Choosing to be faithful or not is part of the life of every human. This choice cannot be avoided. Stewardship and Planned Giving & Trust Services (PGTS) are lifelong. (PGTS cannot start in a person’s life until reaching the age of maturity. Prior to the age of maturity, the child’s parents provide the PGTS for the child.) As followers of Christ, part of our commitment is always to put God first. We do this with our time, talent, and treasure, as evidenced by Job’s story. As the Christian is faithful to God, the blessings and possessions God gives the faithful steward to manage increase. The faithful steward puts God first by returning an honest tithe and a regular, proportional offering to God’s storehouse (Malachi 10:8).

In the book Counsels on Stewardship, Ellen White describes a vision where she observed Satan instructing his angels to specifically attack Seventh-day Adventist Christians living in the last days of earth’s history. These temptations in Satan’s instruction revolve around stewardship and faithfulness: “Go, make the possessors of lands and money drunk with the cares of this life. Present the world before them in its most attractive light, that they may lay up their treasure here, and fix their affections upon earthly things.”[2]

Satan will use any way possible to allure the human race not to put God first. He wants his angels to apply their energy and time to this purpose. Satan’s angels are instructed to attack Seventh-day Adventists in the stewardship arena, with a focus on land, money, care, treasure, and affection.

God Always

When does the stewardship responsibility end for humanity?
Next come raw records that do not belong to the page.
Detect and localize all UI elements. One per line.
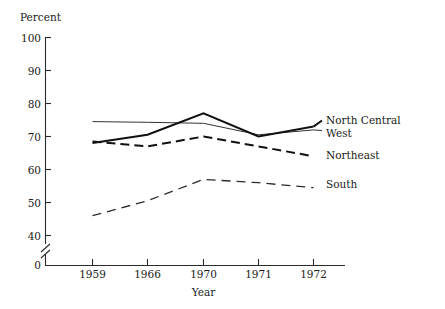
legend-swatch-north-central [314, 121, 323, 127]
x-axis-title: Year [191, 286, 216, 298]
y-tick-label-90: 90 [28, 65, 41, 77]
x-tick-label-1970: 1970 [190, 268, 217, 280]
y-tick-label-50: 50 [28, 197, 41, 209]
y-tick-group [46, 38, 52, 236]
series-line-north-central [93, 113, 314, 143]
y-axis-title: Percent [20, 11, 62, 23]
legend-label-west: West [326, 127, 353, 139]
x-tick-group [93, 259, 314, 266]
y-tick-label-100: 100 [21, 32, 41, 44]
series-line-south [93, 179, 314, 215]
legend-swatch-west [314, 130, 323, 131]
series-line-northeast [93, 137, 314, 157]
y-tick-label-70: 70 [28, 131, 41, 143]
x-tick-label-1972: 1972 [300, 268, 327, 280]
x-tick-label-1966: 1966 [134, 268, 161, 280]
y-tick-label-40: 40 [28, 230, 41, 242]
legend-label-south: South [326, 178, 357, 190]
y-tick-label-80: 80 [28, 98, 41, 110]
legend-label-north-central: North Central [326, 114, 401, 126]
y-tick-label-0: 0 [34, 259, 41, 271]
x-tick-label-1971: 1971 [245, 268, 272, 280]
y-tick-label-60: 60 [28, 164, 41, 176]
x-tick-label-1959: 1959 [79, 268, 106, 280]
line-chart: Percent 100 90 80 70 60 50 40 0 [0, 0, 445, 309]
legend-label-northeast: Northeast [326, 149, 380, 161]
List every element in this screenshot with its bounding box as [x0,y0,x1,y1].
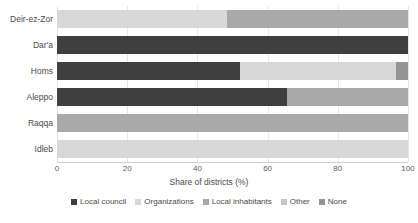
bar-segment [57,140,408,158]
legend-item-label: Organizations [144,197,193,206]
bar-row [57,88,408,106]
bar-row [57,36,408,54]
legend-swatch-icon [319,199,325,205]
legend-item-label: Local council [80,197,126,206]
bar-rows [57,6,408,162]
bar-segment [227,10,408,28]
bar-segment [57,114,408,132]
bar-row [57,62,408,80]
bar-row [57,140,408,158]
y-axis-label: Aleppo [27,88,53,106]
x-axis-tick-label: 60 [263,164,272,173]
x-axis-tick-label: 20 [123,164,132,173]
y-axis-category-labels: Deir-ez-ZorDar'aHomsAleppoRaqqaIdleb [0,6,53,162]
legend-item-label: None [328,197,347,206]
legend-item[interactable]: Other [281,197,310,206]
legend-swatch-icon [203,199,209,205]
bar-row [57,114,408,132]
y-axis-label: Idleb [35,140,53,158]
legend-swatch-icon [135,199,141,205]
y-axis-label: Homs [31,62,53,80]
bar-segment [57,62,240,80]
bar-segment [240,62,396,80]
stacked-bar-chart: Deir-ez-ZorDar'aHomsAleppoRaqqaIdleb 020… [0,0,418,223]
legend-item[interactable]: None [319,197,347,206]
x-axis-tick-label: 40 [193,164,202,173]
plot-area [57,6,408,162]
y-axis-label: Deir-ez-Zor [10,10,53,28]
legend-item[interactable]: Organizations [135,197,193,206]
x-axis-tick-label: 80 [333,164,342,173]
x-axis-line [57,162,408,163]
legend-item-label: Other [290,197,310,206]
x-axis-tick-label: 100 [401,164,414,173]
bar-segment [287,88,408,106]
y-axis-label: Dar'a [33,36,53,54]
legend-swatch-icon [71,199,77,205]
legend-item[interactable]: Local council [71,197,126,206]
x-axis-tick-label: 0 [55,164,59,173]
legend-item-label: Local inhabitants [212,197,272,206]
chart-legend: Local councilOrganizationsLocal inhabita… [0,197,418,206]
bar-segment [57,10,227,28]
gridline-100 [408,6,409,162]
bar-segment [57,36,408,54]
x-axis-title: Share of districts (%) [0,177,418,187]
y-axis-label: Raqqa [28,114,53,132]
bar-segment [57,88,287,106]
bar-row [57,10,408,28]
legend-swatch-icon [281,199,287,205]
bar-segment [396,62,408,80]
legend-item[interactable]: Local inhabitants [203,197,272,206]
x-axis-tick-labels: 020406080100 [57,164,408,176]
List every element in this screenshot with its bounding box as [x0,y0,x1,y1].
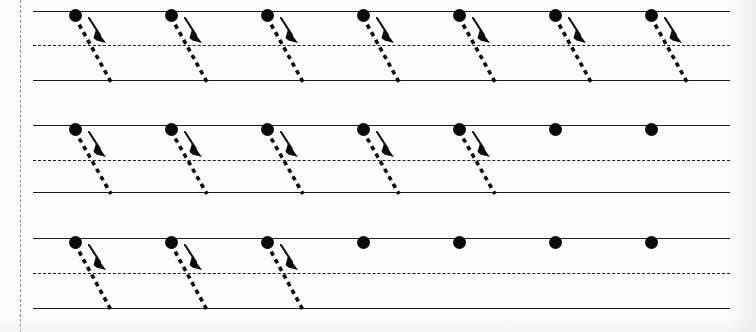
start-dot-icon [357,236,370,249]
practice-row-2-top-line [33,125,730,126]
stroke-direction-arrow-icon [277,243,311,277]
start-dot-icon [645,236,658,249]
stroke-direction-arrow-icon [181,130,215,164]
stroke-direction-arrow-icon [277,130,311,164]
stroke-direction-arrow-icon [469,16,503,50]
stroke-direction-arrow-icon [277,16,311,50]
practice-row-3-top-line [33,238,730,239]
page-edge-shading-bottom [0,318,756,332]
start-dot-icon [549,236,562,249]
stroke-direction-arrow-icon [469,130,503,164]
stroke-direction-arrow-icon [85,130,119,164]
practice-row-1-top-line [33,11,730,12]
start-dot-icon [645,123,658,136]
start-dot-icon [549,123,562,136]
stroke-direction-arrow-icon [85,243,119,277]
stroke-direction-arrow-icon [373,130,407,164]
stroke-direction-arrow-icon [181,243,215,277]
left-margin-rule [20,0,21,332]
page-edge-shading-right [730,0,756,332]
practice-row-3-mid-line [33,273,730,274]
stroke-direction-arrow-icon [565,16,599,50]
start-dot-icon [453,236,466,249]
stroke-direction-arrow-icon [181,16,215,50]
stroke-direction-arrow-icon [85,16,119,50]
stroke-direction-arrow-icon [373,16,407,50]
worksheet-page [0,0,756,332]
stroke-direction-arrow-icon [661,16,695,50]
practice-row-3-base-line [33,308,730,309]
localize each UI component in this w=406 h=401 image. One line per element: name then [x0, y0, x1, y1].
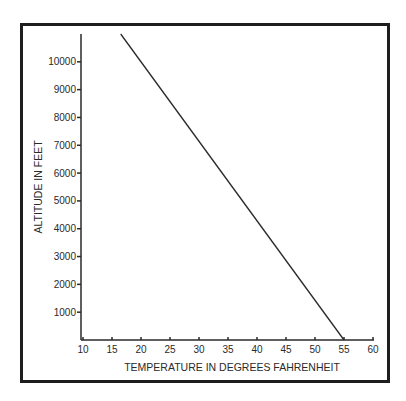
y-tick-label: 5000	[54, 195, 77, 206]
data-line	[121, 34, 344, 340]
y-tick-label: 4000	[54, 223, 77, 234]
y-tick-label: 9000	[54, 84, 77, 95]
x-tick-label: 45	[280, 344, 292, 355]
x-tick-label: 60	[367, 344, 379, 355]
x-axis-title: TEMPERATURE IN DEGREES FAHRENHEIT	[124, 361, 340, 373]
y-tick-label: 7000	[54, 140, 77, 151]
x-tick-label: 50	[309, 344, 321, 355]
x-tick-label: 25	[164, 344, 176, 355]
x-tick-label: 55	[338, 344, 350, 355]
y-tick-label: 10000	[48, 56, 76, 67]
axes	[81, 34, 374, 340]
y-tick-label: 3000	[54, 251, 77, 262]
x-tick-label: 35	[222, 344, 234, 355]
x-tick-label: 20	[135, 344, 147, 355]
y-tick-label: 8000	[54, 112, 77, 123]
altitude-temperature-chart: 1000200030004000500060007000800090001000…	[0, 0, 406, 401]
x-tick-label: 30	[193, 344, 205, 355]
y-tick-label: 1000	[54, 307, 77, 318]
x-tick-label: 15	[106, 344, 118, 355]
y-tick-label: 2000	[54, 279, 77, 290]
x-tick-label: 10	[77, 344, 89, 355]
series-line	[121, 34, 344, 340]
y-axis-title: ALTITUDE IN FEET	[32, 140, 44, 234]
x-tick-label: 40	[251, 344, 263, 355]
y-tick-label: 6000	[54, 168, 77, 179]
y-axis-ticks: 1000200030004000500060007000800090001000…	[48, 56, 81, 317]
Being a faithful steward is always keeping God in first place in your life—God first and God always. A plan to provide for your family is one of the essential things a faithful steward can do. Apostle Paul writes: “But if anyone does not provide for his own, and especially for those of his household, he has denied the faith and is worse than an unbeliever” (1 Timothy 5:8).

God blesses His followers with possessions to provide for their families and support His mission on earth. Satan will do all he can to keep the faithful steward from supporting the mission to reach people for God. Satan stated it this way to his angels: “We must do our utmost to prevent those who labor in God’s cause from obtaining means to use against us. Keep the money in our own ranks. The more means they obtain, the more they will injure our kingdom by taking from us our subjects.”[3]

Having a plan that honors God even after sleeping and waiting for Jesus to come is the way a faithful steward always puts God first. The faithful plan keeps possessions that are God’s working for the purposes of God on earth. The stewardship responsibility ends when the follower of Jesus, through their faithful plan, transfers their managed possessions in a way that keeps them safe for God’s purposes on earth. The faithful stewardship of our possessions is what I call God always.

As human history unfolds, may the love of Jesus motivate all to faithful stewardship, God first and God always, until the restoration of the order that God designed for His entire universe.

Dennis Carlson


[1] Ellen G. White, Counsels on Stewardship (Washington, D.C.: Review and Herald Pub. Assn., 1940), 15.

[2] White, Counsels on Stewardship, 154.

[3] White, 154.

Dennis R. Carlson

Dennis R. Carlson is the director of Planned Giving & Trust Services at the General Conference.